WELLINGTON: The paintings were proclaimed to be works by Pablo Picasso and they were of such great value that when an art museum in Australia decided to exhibit them in a women-only show, it led to a lawsuit on gender discrimination. This time the art pieces made headlines after being re-hung in a ladies’ restroom by the gallery to avoid legal consequences barring men from viewing them.
However, this week it was revealed that the said centrepiece artworks were not those done by Picasso or any other well-known artists who had been named as their authors when the curator Kaechele admitted she had painted them herself during an interview.
This is because through questions addressed to her by both reporter and Picasso administration in France concerning their authenticity, she came out as creator of the masterpieces on Wednesday while writing on blog post of Tasmania’s Museum of Old and New Art (MONA).
She still said they hadn’t known about where they came from until just recently even though she mistakenly installed one of her phony artworks upturned for more than three years.
On Wednesday, Kirsha Kaechele wrote: “I thought that someone would come into the Ladies Lounge, see that this painting is upside down – either a scholar about Picasso or simply his fan or anybody googling; then he will post some damning evidence about me on social media.” This never happened though.
In 2020, Kaechele established a section specifically for women at MONA called Women Only Zone so that they can enjoy female companionship and as a statement against women’s exclusion from male dominated spaces since time immemorial.
These rooms called Ladies Lounge offered high tea accompanied with massages served by gentlemen butlers. It was opened for every woman regardless who she identified herself as. They also displayed fake paintings, antiquities and jewelries whose titles cards were ludicrous and silly showing clearly it was “quite obviously new and in some cases plastic.”
To this end, Kaechele explained that the Louvre had to exhibit “the most important artworks in the world” so as to make men feel completely shut out.
And it did. In March, MONA received an order from the Tasmanian Civil and Administrative Tribunal to stop excluding men from entering the Ladies Lounge after a complaint by a male patron who was denied access during his visit to the gallery in 2023.
The artwork itself includes visitors’ participation in the process of being refused or granted admission,” said Deputy President Richard Grueber when he wrote a decision which found that the exhibition was discriminatory.
Grueber had decided that the man was inconvenienced in some way, partly because there were very valuable pieces of art in the Ladies Lounge. Kaechele had described them as “a carefully selected collection of paintings done by leading artists from all over the world with two such paintings showing Picasso’s genius”.
The tribunal recommended MONA to stop excluding males. Grueber’s decision also criticized a group of women, who accompanied Kaechele while wearing suits and crossed their legs silently at once during the entire proceeding. One woman “read feminist books pointedly,” he said, describing how they left the tribunal “behind Ms. Kaechele marching slowly to a song by Robert Palmer.”
According to Grueber, this gesture is “at best unsuitable, discourteous and disrespectful and at worst contumelious and contemptuous.”
Rather than permitting men into her work, Kaelhe established a working toilet inside it which turned it into a ladies’ room so she could take advantage of what she perceived as a legal loophole allowing her to continue denying men entry
International news organizations reported on this event in May without apparently considering that an art gallery would hang pictures by Picasso on its restroom walls. However, the Guardian reported Wednesday that it had asked Kaechele about the authenticity of the work, prompting her confession.
It was not immediately possible for The Associated Press to get more details from MONA after Gates-Mathews told them that they will provide no extra information regarding what Sara said about having seen a letter from Picasso Administration addressed to Kirsha. When approached for comment by AP last week on whether or not statements contained within her blog post titled “Art is Not Truth: Pablo Picasso” accurately reflected her views expressed therein about him; Sara Gates-Mathews replied saying it was indeed Kirsha’s admission truthfully.
The Picasso Administration has never responded instantly upon request for comments.
“I’m flattered that people believed my great-grandmother summered with Picasso at her Swiss chateau where he and my grandmother were lovers when she threw a plate at him for indiscretions (of a kind) that bounced off his head and resulted in the crack you see inching through the gold ceramic plate in the Ladies Lounge,” Kaechele wrote this week, referring to the title card on one painting.
“The real plate would have killed him – it was made of solid gold. Well, it would have dented his forehead because the real plate is actually a coin.”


### Problem statement
Extract all lines that hold "Link" from the records below.

=== Input ===

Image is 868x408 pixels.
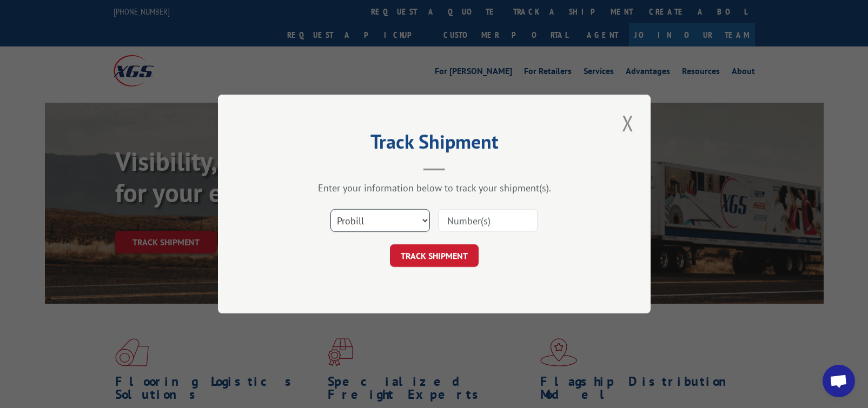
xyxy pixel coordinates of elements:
[822,365,855,397] a: Open chat
[272,134,596,155] h2: Track Shipment
[618,108,637,138] button: Close modal
[438,209,538,232] input: Number(s)
[390,244,478,267] button: TRACK SHIPMENT
[272,182,596,194] div: Enter your information below to track your shipment(s).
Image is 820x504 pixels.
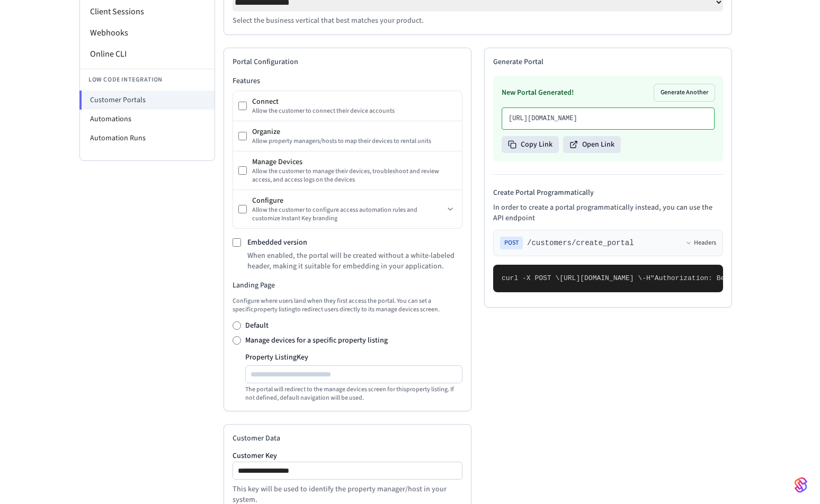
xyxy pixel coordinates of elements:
[80,44,214,65] li: Online CLI
[248,237,307,247] label: Embedded version
[685,238,716,247] button: Headers
[232,56,463,67] h2: Portal Configuration
[493,187,723,198] h4: Create Portal Programmatically
[80,90,214,110] li: Customer Portals
[245,352,308,363] label: Property Listing Key
[252,196,444,206] div: Configure
[80,69,214,90] li: Low Code Integration
[248,250,463,272] p: When enabled, the portal will be created without a white-labeled header, making it suitable for e...
[80,129,214,147] li: Automation Runs
[509,114,707,123] p: [URL][DOMAIN_NAME]
[245,320,269,331] label: Default
[232,297,463,314] p: Configure where users land when they first access the portal. You can set a specific property lis...
[245,385,463,402] p: The portal will redirect to the manage devices screen for this property listing . If not defined,...
[502,275,559,282] span: curl -X POST \
[80,1,214,23] li: Client Sessions
[80,110,214,129] li: Automations
[252,137,457,146] div: Allow property managers/hosts to map their devices to rental units
[500,237,523,250] span: POST
[493,56,723,67] h2: Generate Portal
[245,335,387,346] label: Manage devices for a specific property listing
[80,23,214,44] li: Webhooks
[493,202,723,223] p: In order to create a portal programmatically instead, you can use the API endpoint
[252,96,457,107] div: Connect
[527,238,634,248] span: /customers/create_portal
[502,136,559,153] button: Copy Link
[232,452,463,460] label: Customer Key
[642,275,650,282] span: -H
[794,477,807,493] img: SeamLogoGradient.69752ec5.svg
[559,275,642,282] span: [URL][DOMAIN_NAME] \
[252,206,444,223] div: Allow the customer to configure access automation rules and customize Instant Key branding
[232,15,723,26] p: Select the business vertical that best matches your product.
[252,156,457,167] div: Manage Devices
[252,126,457,137] div: Organize
[502,87,573,98] h3: New Portal Generated!
[654,84,715,101] button: Generate Another
[252,107,457,115] div: Allow the customer to connect their device accounts
[252,167,457,184] div: Allow the customer to manage their devices, troubleshoot and review access, and access logs on th...
[232,76,463,87] h3: Features
[232,433,463,444] h2: Customer Data
[563,136,621,153] button: Open Link
[232,280,463,290] h3: Landing Page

===

### Response to this exercise
[502,136,559,153] button: Copy Link
[563,136,621,153] button: Open Link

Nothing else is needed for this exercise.